One lived long enough to get off a poorly aimed burst. A stream of hypersonic particles scythed through two of Remint’s flankers, whose upper bodies dissolved into flying tatters of armor and bone. Only their legs remained whole, geysering blood, held upright by the frozen servos in their armor.
When the gun fired, Ruiz felt his heart stutter for a moment, as though crushed by the pressure of his anxiety for Nisa. But she and the others were in a tight cluster in the center of the raider’s formation, and the burst missed them by a considerable margin.
One of the raiders held a neural whip, which he flicked at the prisoner’s heels whenever they slowed. Now he touched Nisa with it, and she stumbled, and looked up at the hidden camera, eyes full of shock and pain.
Ruiz froze the image and zoomed it in, until her face filled the screen. His gaze lingered on the clean planes of her cheekbones, the luminous dark eyes, the rich sweet mouth. Even in this extremity of fright and bewilderment, her features projected an admirable strength. Ruiz thought he could almost see the shape of her thoughts. She was thinking about escape, or — if that was impossible — about survival. Then, in a rush of sad realization, Ruiz knew that she was also thinking:
He touched the screen and the playback resumed. He watched with a frozen adamant concentration, as the raiders swept through the halls and out onto the quay, where a battered, heavily armed gunboat waited.
The raiders, herding their prisoners, boarded the gunboat. It sped away, powerful engines thundering, throwing up a high roostertail. Hot light lanced from its weapons, destroying the other craft in the lagoon, presumably to prevent pursuit.
The camera’s viewpoint flickered and then resumed, following the raiders’ craft as it snaked through the twisting waterways.
After a few moments, a weapons pod on the boat’s armored transom twinkled orange fire, and the screen went white. A tagline at the bottom read: TRACKING DEVICE DESTROYED.
Ruiz frowned. He wished he were not so afraid of the slayer Remint; that fear would undermine his effectiveness.
Something cold and hard whispered in the back of his mind — words he shut out at first, not wanting to hear them. The whisper grew louder, until he could no longer ignore it.
“Probably not,” he muttered. But behind his eyes Nisa’s face floated, as he had seen it in the playback: beautiful, tender, true. He couldn’t abandon her, no matter how sensible that course might be. She had taken firm root in his heart; if circumstances tore her away from him, he didn’t think there would be enough left of his heart to keep beating.
He forced his attention back to the matter at hand, and went through the rest of Diamond Bob’s material.
When he was finished, he was no less afraid of Remint y’Yubere, but he knew where to start looking for him.
Albany sat in the copilot’s chair as Ruiz guided the sub into one of the subsurface openings that led to the lagoon at the heart of the stack.
“You’re sure you know what you’re doing?” Albany was still pale and tense.
“No,” Ruiz said, as cheerfully as possible. “But at one time the man spent much of his time and money in the Celadon Wind; maybe I can cut his trail there.”
“What makes you think you’ll do any better than the lords? They’ve got good snoops, and snooping’s not your specialty.” Albany seemed dubious.
Ruiz shrugged. He had explained a bit about their quarry, leaving out the most frightening details. “We’re two of a kind,” he said. “I understand him better than the pirate snoops.”
“Seems thin,” said Albany dubiously.
It seemed thin to Ruiz too, but what else could he do?
The lagoon was a vast black emptiness beneath a high dome of slagged metal, a hollowed-out space a kilometer across.
Ruiz stood on the deck grating of the sub and looked up. Phosphorescent worms slithered across the dome, forming sinuous patterns of cold color; apparently an ancient work of bio-art gone feral.
Across the still water were scattered the riding lights of other vessels. Ruiz couldn’t see them well enough to tell if Publius’s gunboat was among them. He assumed that the gunboat Remint had used in the raid wasn’t here; surely the pirates would have found it, had Remint been so foolish as to come here.
They had picked up an automated mooring buoy. On securing their line, it had summoned one of the robotic bum-boats that waited at the quay that circled the lagoon.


▸ **WHAT YOU SHOULD DO**: Filter these records by the string "events", copying each line that holds it.

+===+

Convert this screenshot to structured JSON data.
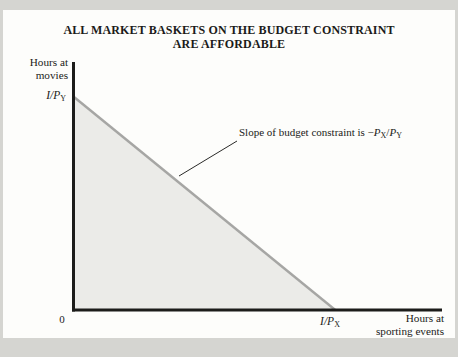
{
  "figure": {
    "title_line1": "ALL MARKET BASKETS ON THE BUDGET CONSTRAINT",
    "title_line2": "ARE AFFORDABLE"
  },
  "axes": {
    "y_label_line1": "Hours at",
    "y_label_line2": "movies",
    "x_label_line1": "Hours at",
    "x_label_line2": "sporting events",
    "origin": "0"
  },
  "labels": {
    "y_intercept": {
      "base": "I/P",
      "sub": "Y"
    },
    "x_intercept": {
      "base": "I/P",
      "sub": "X"
    }
  },
  "annotation": {
    "prefix": "Slope of budget constraint is −",
    "var1": "P",
    "sub1": "X",
    "divider": "/",
    "var2": "P",
    "sub2": "Y"
  },
  "chart_data": {
    "type": "line",
    "title": "ALL MARKET BASKETS ON THE BUDGET CONSTRAINT ARE AFFORDABLE",
    "xlabel": "Hours at sporting events",
    "ylabel": "Hours at movies",
    "x_ticks": [
      "0",
      "I/P_X"
    ],
    "y_ticks": [
      "I/P_Y"
    ],
    "slope_label": "-P_X/P_Y",
    "series": [
      {
        "name": "budget-constraint-line",
        "points_frac": [
          [
            0,
            0.859
          ],
          [
            0.71,
            0
          ]
        ],
        "color": "#a6a6a4",
        "width": 2.4
      }
    ],
    "shaded_region": {
      "name": "affordable-set",
      "vertices_frac": [
        [
          0,
          0.859
        ],
        [
          0,
          0
        ],
        [
          0.71,
          0
        ]
      ],
      "color": "#ebebe8"
    },
    "annotation": {
      "text": "Slope of budget constraint is −P_X/P_Y",
      "leader_from_px": [
        237,
        141
      ],
      "leader_to_px": [
        179,
        176
      ],
      "leader_color": "#2a2a28"
    },
    "axis_color": "#1c1c1a",
    "grid": false,
    "legend": false
  }
}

+===+

▸ **YOUR SOLUTION**:
    "x_label_line2": "sporting events",
    "xlabel": "Hours at sporting events",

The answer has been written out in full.